We now have more than five times the number of COVID cases per day in this country than we did last Memorial Day, but we rarely hear any of our officials talking about precautions, mitigations or measures to help lower our local transmission rates these days. As reported by Beckers Hospital Review this week: “COVID-19 hospitalizations are up 20 percent nationwide over the last 14 days, with 45 states and Washington, D.C., reporting an increase. Nationwide, COVID-19 cases increased 14 percent over the past 14 days, according to HHS data collected by The New York Times.” 

In Washington state, COVID hospitalizations are up 31% from just two weeks ago. The same goes for Oregon. In Clark County, 15% of our intensive care beds are currently occupied by COVID patients, compared to 7% statewide. 

This week, Clark County Public Health posted the results from a Centers for Disease Control (CDC) report on its social media channels showing that one in five adults ages 18-64 “have at least one health condition that may be attributed to their previous COVID-19 infection … (including) neurologic and mental health conditions, kidney failure, musculoskeletal conditions, cardiovascular conditions, respiratory conditions and blood clots and other vascular issues.” 

“The report showed COVID-19 survivors have twice the risk for developing pulmonary embolism or respiratory conditions,” our local health department noted in its Facebook post. “The findings showed that COVID-19 survivors were significantly more likely to have health conditions that may be attributed to their COVID-19 diagnosis.”
In other words – the more we find out about what the SARS-CoV-2 virus that causes COVID-19 actually is doing to our bodies in the long-term, the worse it seems to get. 

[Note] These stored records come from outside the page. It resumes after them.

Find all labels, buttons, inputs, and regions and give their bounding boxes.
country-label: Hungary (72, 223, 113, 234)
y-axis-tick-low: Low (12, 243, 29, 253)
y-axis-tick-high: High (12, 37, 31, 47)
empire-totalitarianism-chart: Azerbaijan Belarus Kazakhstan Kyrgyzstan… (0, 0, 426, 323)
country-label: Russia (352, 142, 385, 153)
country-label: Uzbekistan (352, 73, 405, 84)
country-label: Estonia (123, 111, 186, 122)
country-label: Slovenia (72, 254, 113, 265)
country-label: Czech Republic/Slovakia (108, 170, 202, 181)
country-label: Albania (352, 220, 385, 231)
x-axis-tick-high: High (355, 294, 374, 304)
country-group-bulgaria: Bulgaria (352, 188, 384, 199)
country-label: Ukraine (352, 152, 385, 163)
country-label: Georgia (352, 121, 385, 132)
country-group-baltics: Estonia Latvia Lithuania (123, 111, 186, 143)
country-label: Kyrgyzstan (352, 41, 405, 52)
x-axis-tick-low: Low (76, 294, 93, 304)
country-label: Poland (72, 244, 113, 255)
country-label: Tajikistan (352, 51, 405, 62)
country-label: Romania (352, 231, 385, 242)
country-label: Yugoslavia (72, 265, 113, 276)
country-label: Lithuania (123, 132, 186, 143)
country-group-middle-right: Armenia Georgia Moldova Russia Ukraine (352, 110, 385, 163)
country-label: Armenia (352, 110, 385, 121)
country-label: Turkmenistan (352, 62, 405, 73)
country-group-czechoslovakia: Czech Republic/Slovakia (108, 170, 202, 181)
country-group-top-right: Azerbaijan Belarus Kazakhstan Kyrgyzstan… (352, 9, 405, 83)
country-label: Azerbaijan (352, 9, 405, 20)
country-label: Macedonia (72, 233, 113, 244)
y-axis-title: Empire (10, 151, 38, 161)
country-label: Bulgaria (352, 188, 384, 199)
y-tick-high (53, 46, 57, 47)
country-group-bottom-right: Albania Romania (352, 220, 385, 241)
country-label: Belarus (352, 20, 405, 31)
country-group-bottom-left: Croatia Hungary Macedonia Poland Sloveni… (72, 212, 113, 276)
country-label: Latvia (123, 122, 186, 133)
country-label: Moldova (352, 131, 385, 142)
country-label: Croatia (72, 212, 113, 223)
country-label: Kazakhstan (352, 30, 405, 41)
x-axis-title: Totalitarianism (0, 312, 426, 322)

And yet, most of our officials – on national, state, city and school district levels – have gone radio silent about the dangers of COVID, the risks of long COVID, the fact that people are being reinfected with COVID and the mitigations we still need to be taking to prevent even more community spread. JEERS to that. 

We understand that people want to move on from COVID. And it is especially those of us who got our vaccines and boosters and wore our masks and kept our distance from our loved ones for so long during the first waves of this pandemic to know that we have to keep pushing. But the simple fact remains that COVID is still circulating in our community. It is still harming our neighbors and loved ones. JEERS to continuing to pretend like COVID is gone. We cannot afford to keep turning our backs on proven mitigation measures like wearing quality N95 or KN95 masks in public spaces (especially indoors) while COVID is surging and it’s time for our elected officials to help the greater community realize that COVID is not just a “common cold” or even a seasonal flu, but is, as research now shows, a disease capable of doing real long-term damage to at least one in five survivors.